Non-fiction – memoir; paperback; Finch Publishing; 217 pages; 2018.
Vicki Laveau-Harvie is a retired academic and translator whose memoir The Erratics won the 2018 Finch Memoir Prize. Last month the book was longlisted for the 2019 Stella Prize.
It’s a compelling account of dealing with elderly parents — one of whom is trying to kill the other — from afar.
A memoir about a dysfunctional family
Imagine, if you will, the following scenario.
You grew up in Canada, on a big sprawling isolated property on the prairies of Alberta, with a younger sister, and a mother who had a vibrant, mercurial, some might say challenging, personality and an easy-going, hen-pecked father.
You now live in Sydney, Australia, where you have raised a family of your own. You have been estranged from your parents for a long time. In fact, they have disinherited both you and your sister, and your mother goes around telling everyone that she only has one daughter and that she died many years ago. Or sometimes she says that her two daughters disappeared decades ago and despite hiring investigators on several continents they have never been found.
Then you get a call to say your mother has been hospitalised unexpectedly. She has broken a hip.

When you fly to the other side of the world to visit her, you discover she’s as cantankerous and difficult as ever. But you are shocked to see that your father is all skin and bones. You think he might have a terminal disease. Then it slowly dawns on you that your mother has been starving him deliberately and that he has a severe case of Stockholm Syndrome. It is a disturbing and frightening realisation.
What do you do? You (and your sister) do whatever you can to ensure your mother is kept in hospital for as long as possible so that you can plan your father’s “escape” — the last thing you want is your mother returning home to continue her abusive treatment, for he will die at her hand. But how do you convince the authorities that your mother is crazy and hellbent on killing her husband when she’s got such a forceful personality and a long track record of telling lies? How do you get them to understand that you have your father’s interests at heart and not your own?
A compulsive read
That is essentially the scope of this gripping memoir, one that I read in one, long compulsive sitting, unable to tear my eyes from the page.
Laveau-Harvie writes in an easy-going style that feels light as air despite dealing with dark and troubling issues and emotions. There’s no self-pity. Instead, there’s lots of honesty, pragmatism and self-deprecating (often sarcastic) humour. It’s heartbreaking and frightening by turn. Occasionally, it almost feels like a story that American TV producer and comedy writer Larry “Curb Your Enthusiasm” David might have come up with, it really is that funny and the family so dysfunctional.
But underpinning the narrative is a quiet strength and an almost ruthless quest to sort things out even if it means revisiting the horrors of the past. The Erratics is a brave and sometimes harrowing book, one that deserves a wide audience, but it’s also a testament to family love and the ties that bind.
UPDATE: Kate, who blogs at Books are my Favourite and Best, has also reviewed this book. She has a slightly different take on it to me.
This is my my 1st book for the 2019 Stella Prize shortlist and my 2nd book for #AWW2019. It took some effort to track it down in Western Australia, where I spent two weeks last month. It hasn’t been published outside of Australia so, sadly, it will be even harder to source if you live in the Northern Hemisphere. The publisher ceased trading at the end of 2018, but I believe the book has since been picked up by 4th Estate in Australia where it will be republished in mid-March. To purchase a copy outside of Australia, your best bet would be to place an order with Readings.com.au — sadly, it won’t be a cheap exercise.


Problem to solve: Everything from the line containing "Pinpoint footwear with a bounding box." through the final line of the entries must be repeated exactly, and only that, without pictures.

Extracted data:
= = = = = = =
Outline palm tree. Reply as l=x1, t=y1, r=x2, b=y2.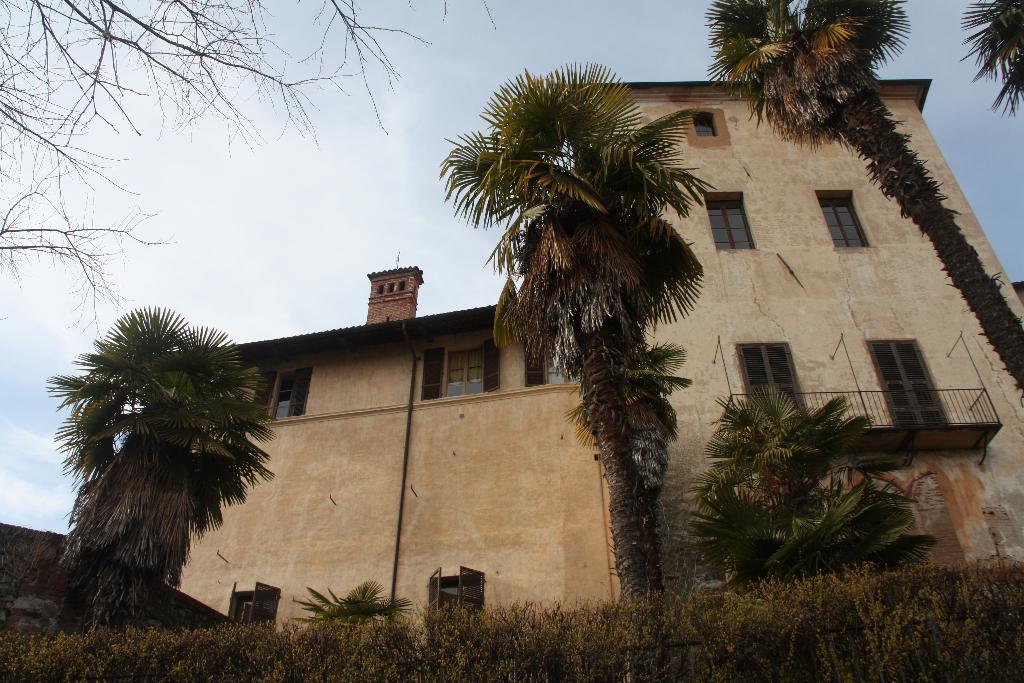
l=438, t=64, r=719, b=617.
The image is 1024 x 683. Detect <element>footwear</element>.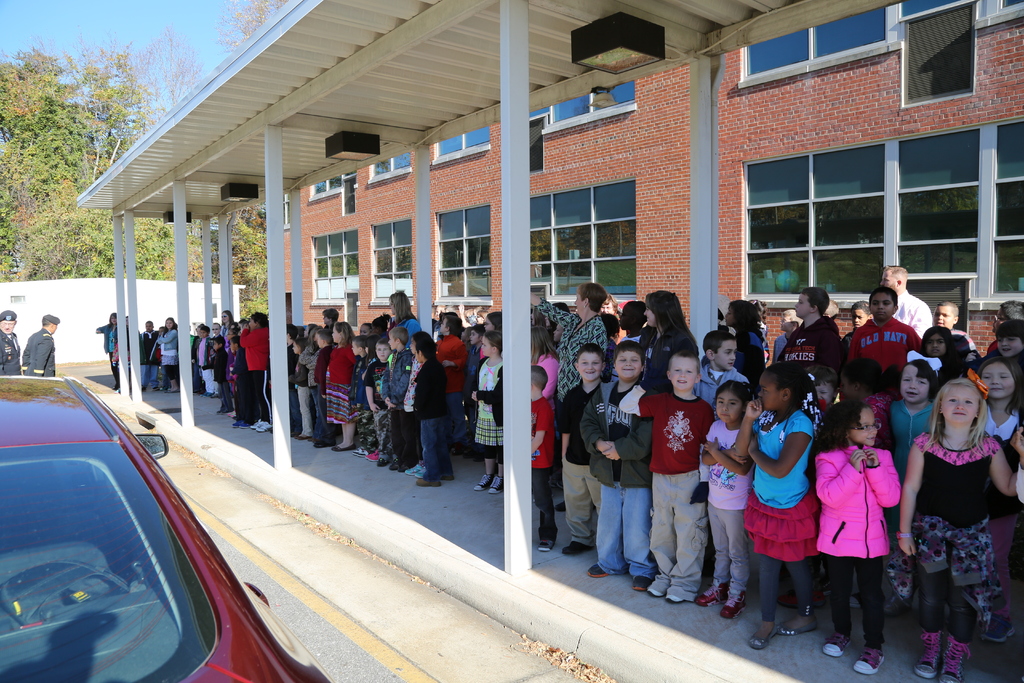
Detection: select_region(198, 391, 209, 400).
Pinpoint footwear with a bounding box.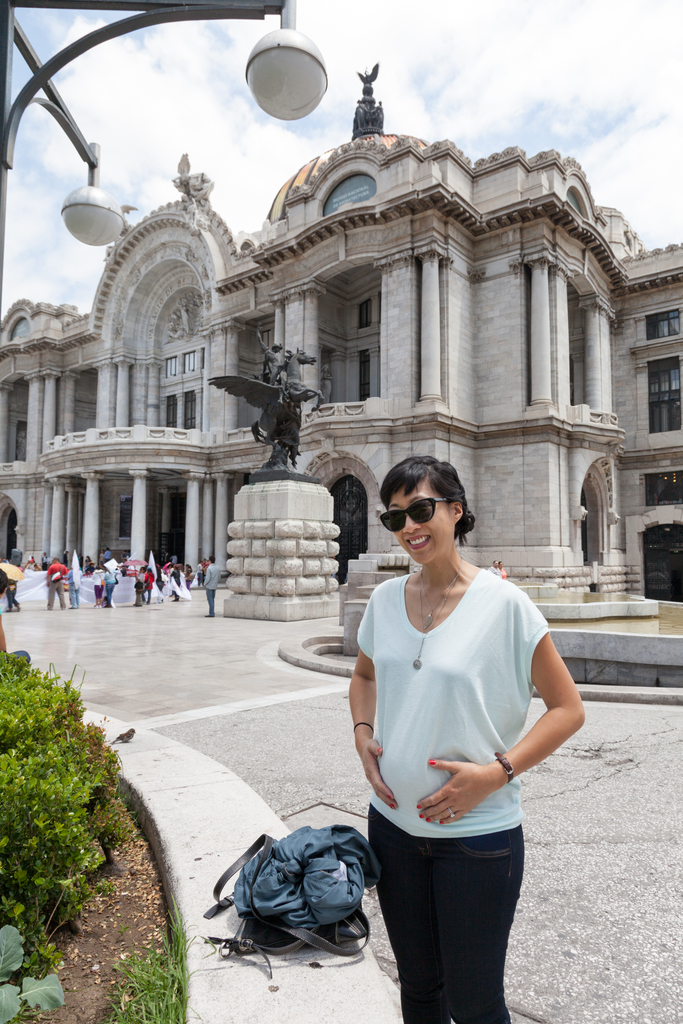
x1=205, y1=612, x2=215, y2=616.
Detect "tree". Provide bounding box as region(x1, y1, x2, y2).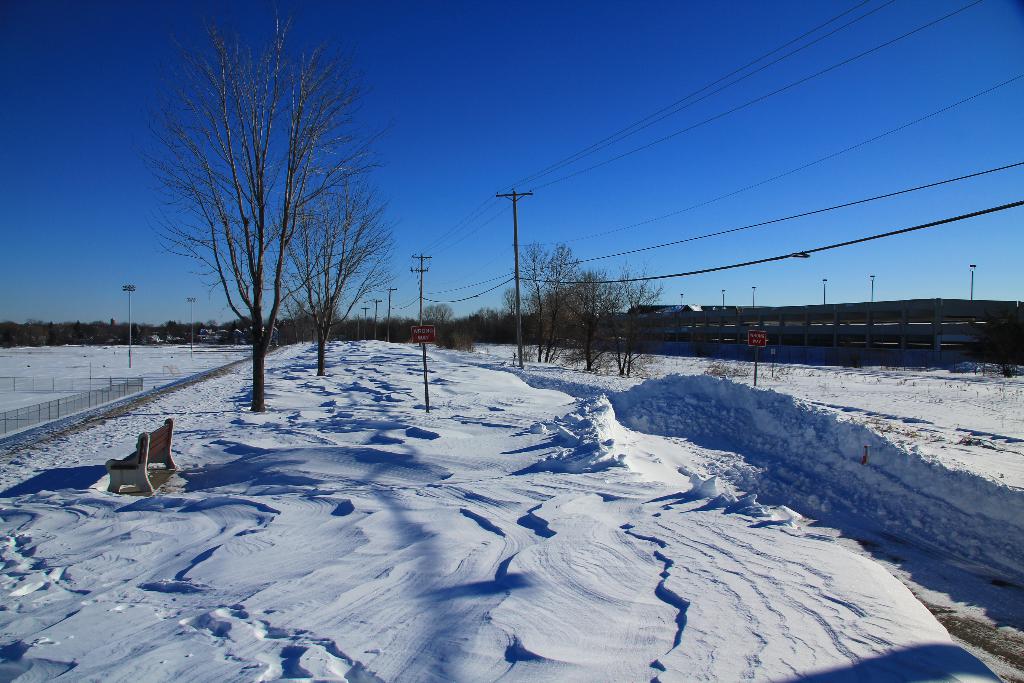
= = = = = = =
Written reply:
Pinpoint footwear with a bounding box.
x1=205, y1=612, x2=215, y2=616.
Detect "tree". Provide bounding box as region(x1, y1, x2, y2).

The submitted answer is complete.